Missing victims

IN Media Practice | 11/07/2005
Missing victims

 

 

By not including victims from other ethnic groups innews footage the London blasts, the news channels failed to employ critical thinking.

 

 

                                          Reprinted from the Hindustan July 10, 2005

 

 

Mannika Chopra

 

 

Coming back this week from a trip to London, sitting daily in the Underground, one noticed that for the most part that fellow commuters did not fit into the description of the typical white, blond and blue-eyed Anglo Saxon. This commuter collective was predominantly a mixture of Blacks, Asians, Middle Easterners and East Europeans.

 

Yet looking closely at Thursday’s coverage of the serial bombs that ripped apart London’s subway, bus service and the famed British upper lip, this demographic amongst the many victims interviewed by BBC and CNN was oddly absent. A few hours after the horrendous event when the channels were finally able to focus their cameras and talk to some of the victims in the affected areas, it seemed that the only bruised, shocked and bloodied faces they could find were white, and, well, very clearly Anglo Saxon. Yet I am more sure that there were those from other communities who had been equally and tragically impacted.

 

Is such an omission by these two channels significant?
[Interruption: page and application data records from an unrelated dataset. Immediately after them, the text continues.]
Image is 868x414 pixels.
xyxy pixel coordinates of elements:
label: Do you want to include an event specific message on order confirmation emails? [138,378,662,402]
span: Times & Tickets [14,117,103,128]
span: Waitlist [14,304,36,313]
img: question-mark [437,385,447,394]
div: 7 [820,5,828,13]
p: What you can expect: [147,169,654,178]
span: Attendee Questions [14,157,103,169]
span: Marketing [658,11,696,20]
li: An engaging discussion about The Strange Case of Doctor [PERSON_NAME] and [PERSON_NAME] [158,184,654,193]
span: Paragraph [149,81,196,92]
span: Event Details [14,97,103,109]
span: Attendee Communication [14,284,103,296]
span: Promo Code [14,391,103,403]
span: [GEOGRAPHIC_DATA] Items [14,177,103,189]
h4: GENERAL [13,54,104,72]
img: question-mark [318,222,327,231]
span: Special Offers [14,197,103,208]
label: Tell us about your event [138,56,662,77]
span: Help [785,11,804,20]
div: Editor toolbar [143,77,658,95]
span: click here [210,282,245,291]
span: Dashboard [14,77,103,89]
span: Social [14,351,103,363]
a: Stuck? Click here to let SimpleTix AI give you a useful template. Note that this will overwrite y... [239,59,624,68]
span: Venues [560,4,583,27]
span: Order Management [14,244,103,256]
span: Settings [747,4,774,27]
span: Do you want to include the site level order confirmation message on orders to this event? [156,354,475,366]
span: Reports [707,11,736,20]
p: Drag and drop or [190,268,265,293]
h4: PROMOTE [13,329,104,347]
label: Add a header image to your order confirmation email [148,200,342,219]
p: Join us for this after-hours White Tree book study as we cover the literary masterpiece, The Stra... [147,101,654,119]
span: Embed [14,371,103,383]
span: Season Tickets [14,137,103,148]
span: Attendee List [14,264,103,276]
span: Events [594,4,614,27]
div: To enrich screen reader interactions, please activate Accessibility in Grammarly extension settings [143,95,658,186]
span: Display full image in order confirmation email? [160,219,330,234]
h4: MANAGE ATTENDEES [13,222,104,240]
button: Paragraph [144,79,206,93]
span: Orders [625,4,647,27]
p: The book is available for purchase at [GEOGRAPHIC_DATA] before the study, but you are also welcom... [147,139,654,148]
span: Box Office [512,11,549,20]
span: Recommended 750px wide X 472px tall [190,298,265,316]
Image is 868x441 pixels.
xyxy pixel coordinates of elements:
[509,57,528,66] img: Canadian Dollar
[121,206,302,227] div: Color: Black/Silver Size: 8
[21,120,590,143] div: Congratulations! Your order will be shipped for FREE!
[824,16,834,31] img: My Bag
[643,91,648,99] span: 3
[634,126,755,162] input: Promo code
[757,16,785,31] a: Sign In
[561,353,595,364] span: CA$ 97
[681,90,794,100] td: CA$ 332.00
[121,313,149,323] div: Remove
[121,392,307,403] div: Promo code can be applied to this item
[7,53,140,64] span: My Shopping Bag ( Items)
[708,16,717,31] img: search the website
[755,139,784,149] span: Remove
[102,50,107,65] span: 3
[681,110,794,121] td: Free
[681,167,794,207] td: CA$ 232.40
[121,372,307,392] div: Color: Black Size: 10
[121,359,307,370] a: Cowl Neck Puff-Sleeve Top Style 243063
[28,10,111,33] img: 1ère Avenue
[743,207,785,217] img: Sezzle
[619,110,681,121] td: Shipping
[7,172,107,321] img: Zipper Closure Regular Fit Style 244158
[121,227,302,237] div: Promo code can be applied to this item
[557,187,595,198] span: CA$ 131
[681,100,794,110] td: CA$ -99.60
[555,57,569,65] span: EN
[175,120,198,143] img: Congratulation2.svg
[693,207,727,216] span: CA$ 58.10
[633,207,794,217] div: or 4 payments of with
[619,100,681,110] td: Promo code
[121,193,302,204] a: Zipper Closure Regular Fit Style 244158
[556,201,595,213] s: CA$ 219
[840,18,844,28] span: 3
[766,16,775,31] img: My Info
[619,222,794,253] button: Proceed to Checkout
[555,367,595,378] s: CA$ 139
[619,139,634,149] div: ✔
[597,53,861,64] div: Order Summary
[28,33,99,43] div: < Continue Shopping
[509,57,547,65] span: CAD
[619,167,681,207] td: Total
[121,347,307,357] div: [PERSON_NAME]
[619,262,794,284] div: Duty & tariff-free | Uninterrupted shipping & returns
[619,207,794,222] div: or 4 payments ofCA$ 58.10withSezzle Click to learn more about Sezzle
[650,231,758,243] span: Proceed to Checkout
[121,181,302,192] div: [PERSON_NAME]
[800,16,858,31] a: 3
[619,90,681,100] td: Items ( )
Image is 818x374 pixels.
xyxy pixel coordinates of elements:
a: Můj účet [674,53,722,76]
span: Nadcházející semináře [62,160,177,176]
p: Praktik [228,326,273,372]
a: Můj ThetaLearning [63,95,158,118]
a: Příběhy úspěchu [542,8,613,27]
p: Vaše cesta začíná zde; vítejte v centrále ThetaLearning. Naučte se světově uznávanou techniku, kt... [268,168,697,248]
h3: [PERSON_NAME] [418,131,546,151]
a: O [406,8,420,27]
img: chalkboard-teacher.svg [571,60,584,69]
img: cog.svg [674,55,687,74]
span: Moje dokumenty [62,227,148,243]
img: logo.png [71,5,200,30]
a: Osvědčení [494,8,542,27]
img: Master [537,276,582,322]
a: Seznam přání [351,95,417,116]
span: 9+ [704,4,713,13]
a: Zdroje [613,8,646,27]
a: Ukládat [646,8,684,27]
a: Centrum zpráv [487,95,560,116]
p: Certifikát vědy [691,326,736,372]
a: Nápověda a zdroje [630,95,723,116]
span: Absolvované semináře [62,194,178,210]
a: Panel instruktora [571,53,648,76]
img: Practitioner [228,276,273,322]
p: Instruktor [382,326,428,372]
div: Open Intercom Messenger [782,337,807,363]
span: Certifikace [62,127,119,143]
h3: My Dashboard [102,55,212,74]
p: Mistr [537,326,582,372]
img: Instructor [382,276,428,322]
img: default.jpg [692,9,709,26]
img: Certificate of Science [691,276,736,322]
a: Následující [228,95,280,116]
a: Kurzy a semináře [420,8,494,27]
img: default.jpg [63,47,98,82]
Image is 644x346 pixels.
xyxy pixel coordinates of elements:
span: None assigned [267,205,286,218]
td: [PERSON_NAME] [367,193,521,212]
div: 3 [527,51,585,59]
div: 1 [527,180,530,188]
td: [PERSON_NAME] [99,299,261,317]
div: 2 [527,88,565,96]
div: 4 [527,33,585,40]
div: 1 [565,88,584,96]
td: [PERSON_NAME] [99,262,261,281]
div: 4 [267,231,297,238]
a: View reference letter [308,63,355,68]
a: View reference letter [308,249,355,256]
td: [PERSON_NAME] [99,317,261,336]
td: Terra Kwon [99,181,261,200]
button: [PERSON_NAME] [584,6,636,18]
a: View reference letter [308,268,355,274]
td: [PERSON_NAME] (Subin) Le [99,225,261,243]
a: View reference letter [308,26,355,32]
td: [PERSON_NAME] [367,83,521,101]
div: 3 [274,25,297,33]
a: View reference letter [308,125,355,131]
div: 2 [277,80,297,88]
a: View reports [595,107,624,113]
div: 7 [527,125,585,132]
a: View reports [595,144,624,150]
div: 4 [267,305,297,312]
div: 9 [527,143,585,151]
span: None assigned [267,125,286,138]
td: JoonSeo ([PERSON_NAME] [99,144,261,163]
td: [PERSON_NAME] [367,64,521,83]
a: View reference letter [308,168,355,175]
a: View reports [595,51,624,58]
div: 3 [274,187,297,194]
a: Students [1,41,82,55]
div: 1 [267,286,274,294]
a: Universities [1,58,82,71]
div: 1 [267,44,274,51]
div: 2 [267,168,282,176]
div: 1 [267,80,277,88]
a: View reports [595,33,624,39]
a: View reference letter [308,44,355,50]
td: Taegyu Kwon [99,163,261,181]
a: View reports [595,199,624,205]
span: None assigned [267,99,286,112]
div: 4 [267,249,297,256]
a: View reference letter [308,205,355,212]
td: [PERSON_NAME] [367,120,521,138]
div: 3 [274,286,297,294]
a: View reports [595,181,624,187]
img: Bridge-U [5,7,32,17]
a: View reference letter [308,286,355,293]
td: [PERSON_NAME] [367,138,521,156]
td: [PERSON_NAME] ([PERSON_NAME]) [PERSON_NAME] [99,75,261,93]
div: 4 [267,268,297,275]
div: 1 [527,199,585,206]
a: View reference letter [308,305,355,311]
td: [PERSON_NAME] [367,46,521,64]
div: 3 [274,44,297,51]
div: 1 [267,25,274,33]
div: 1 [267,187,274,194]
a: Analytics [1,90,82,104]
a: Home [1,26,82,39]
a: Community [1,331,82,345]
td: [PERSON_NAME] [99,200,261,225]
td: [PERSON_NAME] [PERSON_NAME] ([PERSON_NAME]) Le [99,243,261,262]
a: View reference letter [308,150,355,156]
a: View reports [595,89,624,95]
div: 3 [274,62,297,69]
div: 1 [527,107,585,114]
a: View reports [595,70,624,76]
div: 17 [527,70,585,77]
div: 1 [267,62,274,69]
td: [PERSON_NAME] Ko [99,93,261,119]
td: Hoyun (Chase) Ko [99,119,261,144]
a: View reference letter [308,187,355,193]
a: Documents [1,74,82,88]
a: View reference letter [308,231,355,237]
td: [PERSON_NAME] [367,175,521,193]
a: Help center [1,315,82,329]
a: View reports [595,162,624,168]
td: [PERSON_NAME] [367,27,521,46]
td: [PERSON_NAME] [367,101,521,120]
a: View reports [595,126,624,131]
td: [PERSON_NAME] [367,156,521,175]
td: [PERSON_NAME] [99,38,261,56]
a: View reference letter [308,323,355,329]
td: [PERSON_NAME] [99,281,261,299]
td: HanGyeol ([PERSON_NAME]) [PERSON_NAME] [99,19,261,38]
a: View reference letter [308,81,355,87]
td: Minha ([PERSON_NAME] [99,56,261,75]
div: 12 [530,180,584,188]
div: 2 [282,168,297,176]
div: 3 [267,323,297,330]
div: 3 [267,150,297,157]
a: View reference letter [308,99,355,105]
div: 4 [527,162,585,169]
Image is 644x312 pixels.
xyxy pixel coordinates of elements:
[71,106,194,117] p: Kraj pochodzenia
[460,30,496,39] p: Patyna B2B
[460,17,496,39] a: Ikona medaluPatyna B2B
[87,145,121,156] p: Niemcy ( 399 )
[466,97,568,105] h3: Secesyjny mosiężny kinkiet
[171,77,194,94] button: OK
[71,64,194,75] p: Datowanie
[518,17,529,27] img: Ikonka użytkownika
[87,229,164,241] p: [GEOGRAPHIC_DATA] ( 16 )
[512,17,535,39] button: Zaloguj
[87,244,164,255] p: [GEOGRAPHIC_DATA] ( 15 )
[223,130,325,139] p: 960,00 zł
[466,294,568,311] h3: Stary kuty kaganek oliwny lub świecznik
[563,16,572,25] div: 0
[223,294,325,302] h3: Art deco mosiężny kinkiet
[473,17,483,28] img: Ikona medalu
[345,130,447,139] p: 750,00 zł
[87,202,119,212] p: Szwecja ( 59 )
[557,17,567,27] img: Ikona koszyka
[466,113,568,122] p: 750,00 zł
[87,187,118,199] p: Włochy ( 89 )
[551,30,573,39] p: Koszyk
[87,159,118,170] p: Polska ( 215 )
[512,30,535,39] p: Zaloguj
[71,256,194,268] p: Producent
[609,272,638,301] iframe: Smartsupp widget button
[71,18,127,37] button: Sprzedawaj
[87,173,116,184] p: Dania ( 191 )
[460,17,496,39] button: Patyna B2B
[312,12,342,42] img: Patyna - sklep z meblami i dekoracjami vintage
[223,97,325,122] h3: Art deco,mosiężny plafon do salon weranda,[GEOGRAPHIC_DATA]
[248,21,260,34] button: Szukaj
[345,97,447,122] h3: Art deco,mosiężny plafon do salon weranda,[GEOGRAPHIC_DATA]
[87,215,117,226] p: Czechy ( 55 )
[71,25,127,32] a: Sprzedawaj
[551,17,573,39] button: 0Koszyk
Because it can be argued, that it is not as if the non-ethnic, mainstream community for want of a better label, was not affected. The visual information conveyed, it can be stressed rightly, was still accurate. But to my mind by not showing other ethnic groups clearly the channels made a bad judgement call; especially given the fact that it was expected there would be strong disapproval shown against Muslims and other minority communities in the aftermath of these blasts. In fact, by doing so the news channels failed to employ critical thinking. Arguably, in times of stressful deadlines critical thinking can get suspended even amongst professionals. And certainly the sudden, almost simultaneous serial blasts in four locations coinciding with a powerful summit meeting would be a news manager’s worst nightmare.

 

But as the evening wore on the slip-up was not corrected. I watched CNN and BBC till midnight and I did not see faces amongst the injured and the shell shocked that representated "the other." BBC’s Gavin Estler did interview Asad Ali, from the Islamic Forum, Europe but he was not a victim. Ali was making it known that he and his fellow community members were going to help all those who had been wounded in the attacks. "Both Muslims, non-Muslims," he stated emphatically. Sadly his responses almost sounded like an attempt to contain any backlash against Muslims.

 

So what happens if critical thinking gets suspended amongst media professionals? Quite simply, it creates a mindset among news consumers. In times of a crisis a mindset is all it takes between logical and irrational reactions. Like it or not post 9/11, post America’s invasion of Afghanistan and Iraq, post the many suicide bombings that have become a hallmark of 21st century violence , the global image of Muslims in the western world is by and large synonymous with terrorism and lately with suicide bombers. By not visually exposing the fact that there were as many injured and dead from the blasts from these communities, sadly news networks reinforced that mindset.

 

Remember the Oklahoma City bombing? Everybody including the media even before it was confirmed spoke of this as the action of some ‘Islamic terrorists.’ The immediate reaction by the city’s authorities was to arrest two men of Middle Eastern origins. At the same time there was a strong reaction against Arabs by citizens of the city. As it turned out the perpetrator of the crime was a blond, blue-eyed Timothy McViegh. But even then the label ‘terrorist’ was not used on him. Somehow terrorists are not supposed to be blonde. By the time McVieigh was executed he was called the ‘worst mass murder in America’ which put him in another league.

 

The power of the printed word is huge but that of the image is even more so. The use or non- use of images, as in this case, creates perceptions. They evoke and emotional and intellectual responses that last for longer than the immediate media moment.

 

Certainly coverage cannot be completely balanced or always politically correct. A strict fifty- fifty, for and against approach can lead to news distortions. If this principal was employed for instance in Thursday’s attacks TV news script would have run like this:" Over 50 people were killed yesterday in a brutal attack but one which was seen as an important victory by the Al Quaeda in its fight against western imperialism.‘’ This kind of ‘technical’ balance is not required or even journalistically ethical. But surely coverage reflecting the cultural and ethnic DIVersity of London’s commuters is not being ‘too even handed.’ When a people who are not part of the socially dominant culture are not shown as being part of that society, then the danger of their marginalization and its consequent results is frightening. Professionally run international channels need to remember that.